William Wardlaw Thompson

William Wardlaw Thompson (date of birth unknown - died 1917) was a South African ichthyologist and zoologist. It is known that he was educated at the South African College in Cape Town between 1858 and 1863 and that he obtained a post on the civil service of the Cape Colony in 1877 in the Railway Department as a temporary clerk. In January 1878 he secured a permanent post as a clerk in the Public Works Department, where he was promoted to First Clerk in 1882. In January 1885 he was transferred to the position of Chief records Clerk at the Crown Lands Office being promoted in July 1889 to first class clerk at the Department of Agriculture attaining the post of acting chief clerk there in November 1897. Prior to this he had taken and passed his Civil Service Law examinations and he also served with the Duke of Edinburgh's Own Volunteer Rifles in the Transkei during the 9th Frontier War in February to May 1879 and in Basutoland in September 1880 to March 1881 during the Basuto Gun War. Thompson was appointed to the Cape Colony's Fisheries Board in October 1897.[1]

William Wardlaw Thompson
Died1917
EducationSouth African College
Scientific career
FieldsIchthyologist and zoologist

In 1905 he vacated his clerical post to take up the position of the assistant of the Scots zoologist John D.F. Gilchrist, who was the government biologist of the Cape Colony and the honorary curator of marine invertebrates at the South African Museum. Over the next decade he contributed to a number of important publications as Gilchrist's co-author. They had jointly completed a study of the local Klip fishes of the family Blenniidae in 1907. This was based on the large collection of specimens gained mainly by the South African Museum's aquarium at St James, Cape Town. This results of the study were published as "The Blenniidae of South Africa" 1908 in Part 2 of Volume 6 of the Annals of the South African Museum and two years after that Gilchrist and Thompson jointly presented a paper on "The Cape Klipfishes" at the annual congress of the South African Association for the Advancement of Science.[1]

Also in 1907 Gilchrist and Thompson had commenced compiling a descriptive catalogue of the marine fishes of Natal and this was published as "Descriptions of fishes from the Natal coast", over four parts, also in the Annals of the South African Museum between 1908 and 1914 and ran to 190 pages. They also published the descriptions in the Annals of the Durban Museum between 1914 and 1917 entitled "A catalogue of the sea fishes recorded from Natal". In 1916 they also described four new species of South African fishes in the Marine Biological Report (No. 3) compiled by Gilchrist. Gilchrist and Thompson were the first South African zoologists to study the freshwater fish fauna of South Africa and to draw up a comprehensive catalogue. In 1911 they described three new species of freshwater fish in the Annals and Magazine of Natural History, and their catalogue, The Freshwater Fishes of South Africa included some 200 engravings, was published in three parts in Volume 11 parts 5-7 of the Annals of the South African Museum between 1913 and 1918.[1]

Thompson wrote a book called The sea fisheries of the Cape Colony from Van Riebeeck's days to the eve of the Union which was published in 1913, this included chapters on the whale and seal fisheries, trout and other freshwater fishes, and oysters. He was a Fellow of both the Zoological Society of London and the Linnean Society, he was one of the founding members of the South African Association for the Advancement of Science in 1902 and by 1910 he was a member of the Royal Society of South Africa.[1]

References

  1. C. Plug. "Thompson, Mr William Wardlaw (ichthyology)". S2A3 Biographical Database of Southern African Science. Retrieved 28 August 2017.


• **About this task**
Pull every line containing "Tech" from the entries.

• **Records for processing**
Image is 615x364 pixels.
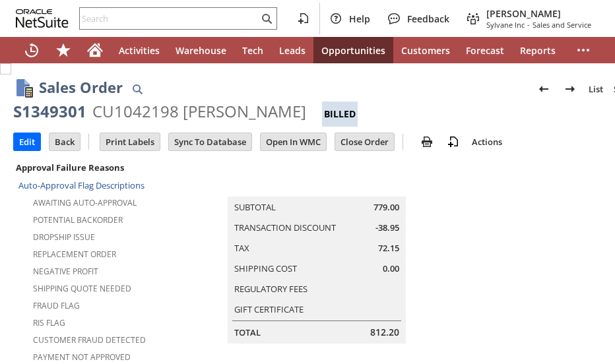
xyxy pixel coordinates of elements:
input: Print Labels [100,133,160,151]
input: Close Order [335,133,394,151]
input: Sync To Database [169,133,252,151]
span: Opportunities [322,44,385,56]
a: Recent Records [16,37,48,64]
a: Transaction Discount [235,222,336,234]
a: Regulatory Fees [235,283,308,295]
a: Total [235,326,260,339]
span: Leads [279,44,306,56]
span: Activities [118,44,160,56]
span: -38.95 [376,222,399,235]
a: Tech [235,37,271,64]
a: Customer Fraud Detected [33,335,146,346]
img: print.svg [419,134,435,150]
img: add-record.svg [446,134,461,150]
span: Sylvane Inc [486,20,525,30]
input: Back [49,133,80,151]
a: Forecast [458,37,512,64]
a: Awaiting Auto-Approval [33,198,136,209]
div: CU1042198 [PERSON_NAME] [93,101,306,122]
a: Customers [393,37,458,64]
svg: Home [87,42,103,58]
span: Reports [520,44,555,56]
span: 812.20 [370,326,399,339]
input: Open In WMC [260,133,326,151]
a: Gift Certificate [235,304,304,315]
span: Help [349,13,370,25]
img: Next [562,81,578,97]
svg: Recent Records [24,42,39,58]
div: S1349301 [13,101,86,122]
a: Opportunities [314,37,393,64]
div: Approval Failure Reasons [13,159,151,177]
a: Tax [235,242,249,254]
span: Customers [402,44,450,56]
a: Warehouse [168,37,235,64]
svg: Shortcuts [56,42,71,58]
a: Reports [512,37,564,64]
a: Auto-Approval Flag Descriptions [19,180,144,191]
div: Billed [322,102,358,127]
a: Home [79,37,111,64]
a: Replacement Order [33,249,116,260]
a: Shipping Quote Needed [33,283,131,294]
img: Previous [536,81,551,97]
svg: Search [259,10,275,27]
a: Subtotal [235,202,276,213]
span: Feedback [407,13,449,25]
a: Actions [467,136,508,147]
span: 779.00 [373,202,399,214]
span: Warehouse [176,44,227,56]
img: Quick Find [129,81,145,97]
span: Forecast [466,44,504,56]
span: Tech [242,44,264,56]
span: [PERSON_NAME] [486,7,591,20]
a: Dropship Issue [33,231,95,243]
a: Activities [111,37,168,64]
div: Shortcuts [48,37,79,64]
a: Shipping Cost [235,263,297,275]
span: - [527,20,530,30]
a: Leads [271,37,314,64]
a: Payment not approved [33,351,131,363]
a: Negative Profit [33,266,98,277]
caption: Summary [227,176,406,197]
span: 0.00 [383,263,399,275]
a: Fraud Flag [33,300,80,311]
svg: logo [16,9,69,27]
div: More menus [568,37,599,64]
a: List [584,78,609,100]
input: Search [80,10,259,27]
span: Sales and Service [533,20,591,30]
a: RIS flag [33,318,65,329]
a: Potential Backorder [33,214,122,226]
h1: Sales Order [39,77,122,98]
span: 72.15 [378,242,399,255]
input: Edit [14,133,40,151]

• **Result for this exercise**
a: Tech [235,37,271,64]
span: Tech [242,44,264,56]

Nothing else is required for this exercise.